File spoon-archives/baudrillard.archive/baudrillard_1998/baudrillard.9804, message 24


Date: Mon, 27 Apr 1998 02:53:40 -0700 (PDT)
From: oconnell-AT-oz.net (Mark O'Connell)
Subject: Re: existentialism


> It
>SP> is quite possible that this is what Baudrillard means by "being in
>SP> the real" - a kind of spinozean freedom of necessity. Yet, it is also
>SP> clear that this way of life (was it ever there?) has been eliminated
>SP> with hyperreality

This is absurd, rediculous, laughable. Hyperreality is a fixation with
media, and existence is certainly not bounded by media.

from Erik:

>I think for Camus the real was the absurd, the Myth of Sysiphus is interesting
>reading.

Sure, but the real independent of technology/media. Technology exacerbates
the absurdity, but it's certainly not a necessary condition for the
existence of absurdity. Your basic garden variety absurdity would be the
result of consciousness confronted with reality. The discrepancy between
what we can imagine and what is. This leads to conditions like despair.
Despair from the rift. Sartre claimed that life begins on the other side of
despair. You deal with the dilemma and go on. The part about going on
brings up the idea of existential integrity. Your integrity being
demonstrated by your continued action in the face of what amounts to
meaninglessness. Not only continued action, but most importantly, for
Sartre and Camus both, compassion. Compassion seems to be very much out of
fashion these days.  (aside from Clinton feeling your pain, and whatever
else he can get his hands on.....)

>The real hero is the burocrat Grand, who's trying to write a novel, but is
>unable to find the right >words for a perfect opening sentence. He's an
>example of the good will, which cannot be >disturbed by the real or the loss
>of it.

I took him to be an example of a moron. A variation on the character ("the
self educated man"???)
in Nausea who was reading all the books in the library in alphabetical
order.  A person who was hopelessly caught up in the order of things as
described by his masters.

Mark O'Connell MFA
oconnell-AT-oz.net

"You can't write a chord ugly enough to say what you want to say sometimes,
so you've got to rely on a giraffe filled with whipped cream."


# [Activity]
Filter the records below and copy every line containing the word "ticks".

# [Data for this task]

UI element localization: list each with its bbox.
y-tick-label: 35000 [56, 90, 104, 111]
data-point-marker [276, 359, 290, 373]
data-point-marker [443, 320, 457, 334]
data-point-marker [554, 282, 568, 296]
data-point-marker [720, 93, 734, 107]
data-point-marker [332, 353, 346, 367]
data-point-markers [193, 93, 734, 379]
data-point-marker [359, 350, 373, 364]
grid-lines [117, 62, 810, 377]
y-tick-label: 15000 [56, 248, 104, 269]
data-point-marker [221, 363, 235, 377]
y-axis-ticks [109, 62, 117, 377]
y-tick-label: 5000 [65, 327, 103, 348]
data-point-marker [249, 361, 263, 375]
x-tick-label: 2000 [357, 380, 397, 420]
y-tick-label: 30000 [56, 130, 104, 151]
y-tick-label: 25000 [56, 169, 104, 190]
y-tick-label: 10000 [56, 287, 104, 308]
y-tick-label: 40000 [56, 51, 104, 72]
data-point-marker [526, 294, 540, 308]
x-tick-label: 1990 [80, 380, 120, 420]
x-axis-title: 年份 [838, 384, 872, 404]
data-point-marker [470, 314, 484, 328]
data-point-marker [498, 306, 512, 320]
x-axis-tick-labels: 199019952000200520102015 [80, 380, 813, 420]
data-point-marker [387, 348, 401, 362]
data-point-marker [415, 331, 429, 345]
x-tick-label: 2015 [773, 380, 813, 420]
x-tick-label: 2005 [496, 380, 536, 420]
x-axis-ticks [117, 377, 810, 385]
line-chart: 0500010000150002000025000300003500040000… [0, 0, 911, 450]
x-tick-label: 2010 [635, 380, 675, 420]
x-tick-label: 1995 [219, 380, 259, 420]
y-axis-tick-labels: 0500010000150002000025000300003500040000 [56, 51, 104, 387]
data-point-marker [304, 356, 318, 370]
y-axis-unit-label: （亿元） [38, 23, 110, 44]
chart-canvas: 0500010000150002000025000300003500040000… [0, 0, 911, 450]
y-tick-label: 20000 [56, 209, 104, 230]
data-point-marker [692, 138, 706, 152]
...
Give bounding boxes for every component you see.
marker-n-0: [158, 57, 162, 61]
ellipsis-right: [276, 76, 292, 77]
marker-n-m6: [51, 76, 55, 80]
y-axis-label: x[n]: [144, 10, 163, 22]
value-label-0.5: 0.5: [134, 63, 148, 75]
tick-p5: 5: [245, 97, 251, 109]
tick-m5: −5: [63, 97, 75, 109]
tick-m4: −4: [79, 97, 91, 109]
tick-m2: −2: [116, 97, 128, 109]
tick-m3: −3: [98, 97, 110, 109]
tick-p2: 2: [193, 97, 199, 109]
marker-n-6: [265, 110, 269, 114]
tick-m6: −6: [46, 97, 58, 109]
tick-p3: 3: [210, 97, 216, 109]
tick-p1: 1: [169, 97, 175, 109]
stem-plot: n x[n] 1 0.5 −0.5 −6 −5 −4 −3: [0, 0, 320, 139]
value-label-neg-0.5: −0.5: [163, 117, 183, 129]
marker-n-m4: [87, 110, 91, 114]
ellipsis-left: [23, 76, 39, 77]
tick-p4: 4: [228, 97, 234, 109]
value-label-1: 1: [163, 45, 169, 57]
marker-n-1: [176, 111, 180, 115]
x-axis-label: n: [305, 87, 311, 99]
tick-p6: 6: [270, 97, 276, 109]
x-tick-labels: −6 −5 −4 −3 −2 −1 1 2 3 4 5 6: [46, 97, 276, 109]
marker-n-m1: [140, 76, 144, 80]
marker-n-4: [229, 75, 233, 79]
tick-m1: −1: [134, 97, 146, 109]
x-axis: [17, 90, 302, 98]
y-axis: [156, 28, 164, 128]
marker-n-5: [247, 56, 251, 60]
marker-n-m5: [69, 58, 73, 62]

# [Solution to the exercise]
y-axis-ticks [109, 62, 117, 377]
x-axis-ticks [117, 377, 810, 385]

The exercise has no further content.